Well, all this worked quite well - until the ancient triple relay (well, they're kind of like) volt regulator for the 12v system went south - and it overheated due to low volts for the fan and pump. That has since been replaced by a simple battery charger running off the lister itself (duh) - and the starter function still works - it's hard to mess up just tieing the field and armature of a DC generator to the battery with a key switch.
And then the main voltage regulator failed for the second time. First time it was the pot in the regulator - it simply disintegrated due to age and shaking. I'd replaced that with a nice 10 turn wirewound same value, and it worked again until a resistor in the mostly-potted VR board shook off - it was the one in series with a triac gate that switched the excitation winding into (or not) the field winding via a bridge rectifier. Replaced that, and it's still dead, Jim.
So ensued a scramble to find another - this is way not beyond my capacity to design myself, but
it is more complex than it first appears - edge and corner cases abound here (stored energy in the field, what if the frequency goes way off - a problem for more than one thing, what about when it's slow and starting up - and so on) - and there are thousands of dollars worth of high tech gear wired to this - essentially everything I have that uses 220v (Xantrex inverter charger) - lathe, my car, the Spellman main fusor power and so on - not a place I want to make a mistake.
So I found a few places that deal with this kind of thing and ordered from the first guy to reply and a new different style one is on the way (and by all reports, it's a better one). Should be here tomorrow, and we'll see. Rather than make another long distance phone call, I kept a conversation going with the 2nd fellow to reply (from the UK), seems a very nice fellow - and without me having (yet) bought a single thing from him, he told me how to hook the new one up.
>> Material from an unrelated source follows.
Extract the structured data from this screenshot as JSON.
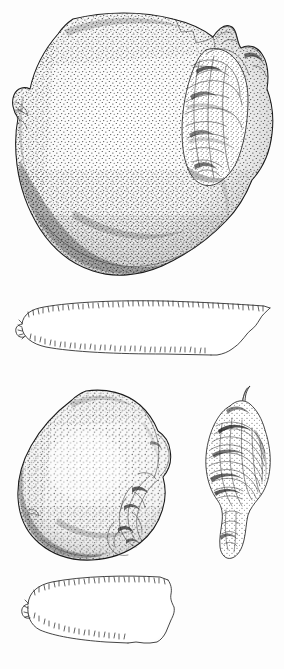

He will be getting my business now and in the future, that's above and beyond type service. That would be
Stationary Engine Parts. In this game, one gets spares in hand pre-failure as I've come to like and depend on this thing now that it works so well (at least once I've shaken out all the bugs). The Listeroid itself seems very reliable and economical especially now that it runs at a controlled temperature via the arduino sketch (which is the subject of another post, or will be, on the lan of things - it's in the nearby battery box and doing other stuff too, and yes, the source code will be there when I'm more or less done diddling it).
In fact, I can look at that stuff right now without even leaving this post of even this browser page, as I have a tight-VNC window open on it now - I haven't yet put in the web server for the batbox pi which is why I haven't made that set of posts describing it - it's not done by a bit. But it looks like this just running a test program dumping raw data from the arduino and other sources out. I've got a bit of coding to do yet on this one (and one that I've not even started for the machine shop and real weather station and water quality monitor).
- Remote screen from a pi in my battery box.
Coming along...always slower than I hope, but still coming. I should honorably mention
the guy I did get this VR board from, in Georgia. (or will when it gets here if you know what I mean) He DID ship instantly and it will be here tomorrow by USPS (so they say...). And he's a nice guy, too. The UK guy, however, also knows his listers (and variants which is what I actually have), and has tons of parts for them as well - he's not just a generator guy. So if you
go to Stationary Engines to buy stuff, tell Steve I sent ya!
Edit: OK, this is what's running on the arduino in the battery box, which I'm using the pi and perl to scrape up. Even though in this case I didn't need the long serial line and converter, and am just running off usb, there is no difference in how the protocol works, or how I talk to between them - same stuff, only the path under /dev changes. And now I can actually edit the arduino code on the pi from my comfy chair here, and burn the arduino from here as well...
This sketch also collects a few other bits of data, like battery temperature, box temperature (where the pi is, the thermocouple cold junction) as well as lister stuff - and I've yet to add the lister AC amp collection hardware/software, though I do have a tested current transformer. Soon!
- Lister.zip
- Current arduino code for lister control and monitoring.
- (4.55 KiB) Downloaded 479 times
The code that turns the water pump and fan on in the arduino is autonomous, using tuning numbers that are #defines so I can fool around and find the "sweet spot" for best efficiency and lowest emissions. There appear to be two but I'm still rigging the gear to be sure of that conjecture.
Posting as just me, not as the forum owner. Everything I say is "in my opinion" and YMMV -- which should go for everyone without saying.